IN DEFENCE OF "FIELD OF DREAMS" TECHNOLOGY
"Build it and they will come!" This is possibly the most dreaded phrase in the world of project planning, product development, and marketing.
In developing or "emerging" economies, I have admired walls of canned fruit, processed just before the brand-new, latest-model western machinery stopped working -- fried by power surges or paralyzed by a lack of spare parts. It's sad to see expensive equipment reduced to the equivalent of a Duchamp sculpture or a Brutalist-inspired housing project in London. Sadder still is to observe lemon trees with limbs bent to the point of snapping under the weight of rotting lemons because the old reliable wooden box-builder died and looters got the forklifts when the factory was privatized. The story is always the same. The owners of the factory obtained a loan. They bought equipment -- not useful equipment, but "prestige" equipment.
"Build it and they will come!" Tell that to the fruit canning factory. They're still waiting...
"Build the market first, then build the product." On the surface, this seems to be a sage counter to the Field of Dreams model.
But is it? Are they words or wisdom? Or, is it just jumping right back into the box? -- That box one finally learned to "think outside of."
e-learning, Internet architectures, and new visualization technologies make a good case for a return to the Field of Dreams "build it and they will come" model. In these cases, the tools almost determine the applications. The applications are unimaginable because they are a function of the tools. Sometimes the application is 90% the generic tool, 10% the unique use / modification of it. It's all about creativity, envisioning possibilities, and doing old things in new ways, or new things using nitrous-oxygen-injected older things. Who knows what you can build if you can just get your hands on the latest tools?
These thoughts flowed out in response to a recent e-mail conversation with Theo Mayer, President and CEO of Panoram Technologies, makers of the state-of-the-art 3D visualization and virtual reality systems. He suggests, very prudently, that one should stay application-oriented: "It should start with exploring the mission objectives, and only then the technologies."

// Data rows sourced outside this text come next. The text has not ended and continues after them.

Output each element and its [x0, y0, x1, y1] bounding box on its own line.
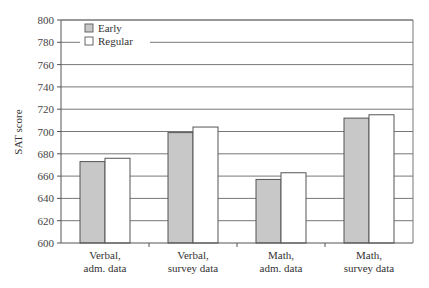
legend-swatch-early	[85, 24, 93, 32]
bar-regular	[281, 173, 306, 243]
x-category-label: Math,	[268, 249, 294, 261]
y-tick-label: 680	[38, 148, 55, 160]
y-tick-label: 660	[38, 170, 55, 182]
x-category-label: Math,	[356, 249, 382, 261]
legend-label-early: Early	[98, 22, 122, 34]
y-tick-label: 760	[38, 59, 55, 71]
bar-early	[344, 118, 369, 243]
x-category-label: survey data	[168, 262, 219, 274]
y-tick-label: 780	[38, 36, 55, 48]
legend-label-regular: Regular	[98, 35, 133, 47]
bar-chart: 600620640660680700720740760780800 Verbal…	[0, 0, 429, 288]
bar-early	[256, 179, 281, 243]
bar-early	[168, 133, 193, 243]
y-tick-labels: 600620640660680700720740760780800	[38, 14, 55, 249]
x-category-label: Verbal,	[89, 249, 121, 261]
y-tick-label: 720	[38, 103, 55, 115]
bar-regular	[193, 127, 218, 243]
legend-swatch-regular	[85, 37, 93, 45]
x-category-labels: Verbal,adm. dataVerbal,survey dataMath,a…	[84, 249, 395, 274]
bars	[80, 115, 394, 243]
y-tick-label: 700	[38, 126, 55, 138]
legend: EarlyRegular	[80, 22, 150, 50]
y-tick-label: 640	[38, 192, 55, 204]
y-tick-label: 620	[38, 215, 55, 227]
bar-regular	[105, 158, 130, 243]
y-axis-label: SAT score	[12, 109, 24, 154]
x-category-label: adm. data	[260, 262, 303, 274]
y-tick-label: 800	[38, 14, 55, 26]
y-tick-label: 600	[38, 237, 55, 249]
x-category-label: Verbal,	[177, 249, 209, 261]
bar-regular	[369, 115, 394, 243]
x-category-label: adm. data	[84, 262, 127, 274]
bar-early	[80, 162, 105, 243]
x-category-label: survey data	[344, 262, 395, 274]
y-tick-label: 740	[38, 81, 55, 93]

Mayer makes sense. After all, a return to conservativism and a hesitance to develop products without a clear use, market, or solid business plan is normal in the wake of the dot.com collapse. What Mayer advocates is a wise, "appropriate-technology" approach. Normally, I'm in complete agreement. Certainly, when faced with a wall of canned fruit and surrounded by rotting lemons, I would say, "Buy boxes and forklifts."
However, that's a solution for yesterday, and may for a part of today. Will it suffice for tomorrow? The "business" is not so much in production of the primary product, but in the "value added." What is the "value-added" element? Where do we get it? It's easy. We get it from our minds.
Here are my thoughts. Just because we can't think of an application yet doesn't mean we shouldn't invest in cutting-edge equipment, technology, or infrastructure. Granted, it's important to plan the purchase and buy spare parts and have technical assistance when needed.
The classical economist, David Ricardo, held that the source of true wealth is agricultural production, or, as he put it, "corn." When corn is planted, grows, and is harvested, new wealth is generated.
In a digital age, we plant and harvest ideas in a field of technological possibility. Sure, it may not rain, the sun may not shine, and the workers may go on strike. Risk exists. But, without "corn" we enter into a very negative situation that results in a cannibalizing of ourselves and our resources. We can pick the metaphor that suits us best as we discuss the way that ideas, innovation, and "value-added" are developed. But, in the end, it's a return to Field of Dreams technology.
Even if they don't come, you've built an application you never could have envisioned before. This is our future, our survival, our "corn."
Thursday, June 12, 2003
FEELING GOOD
We feel best in places where we are treated like a human being, and where the community or culture finds it natural to sit down, show you generosity, laugh with you, smile, eat, drink, share thoughts.
Individuals who do not feel survival fears, turf-threatened, or dehumanized, are beautiful people.
But -- such a utopia degenerates really quickly in offices, organizations & communities where individuals are allowed to prey upon others & dehumanize and shame others...
A good leader sets boundaries so that such behaviors won't happen in the organization. Then, the leader models rehumanizing behavior, such as fairness, generosity, boundary-respect, and listening.
I'd like to try to implement this in concrete terms.
We feel best in places where we are treated like a human being, and where the community or culture finds it natural to sit down, show you generosity, laugh with you, smile, eat, drink, share thoughts.
Individuals who do not feel survival fears, turf-threatened, or dehumanized, are beautiful people.
But -- such a utopia degenerates really quickly in offices, organizations & communities where individuals are allowed to prey upon others & dehumanize and shame others...
A good leader sets boundaries so that such behaviors won't happen in the organization. Then, the leader models rehumanizing behavior, such as fairness, generosity, boundary-respect, and listening.
I'd like to try to implement this in concrete terms.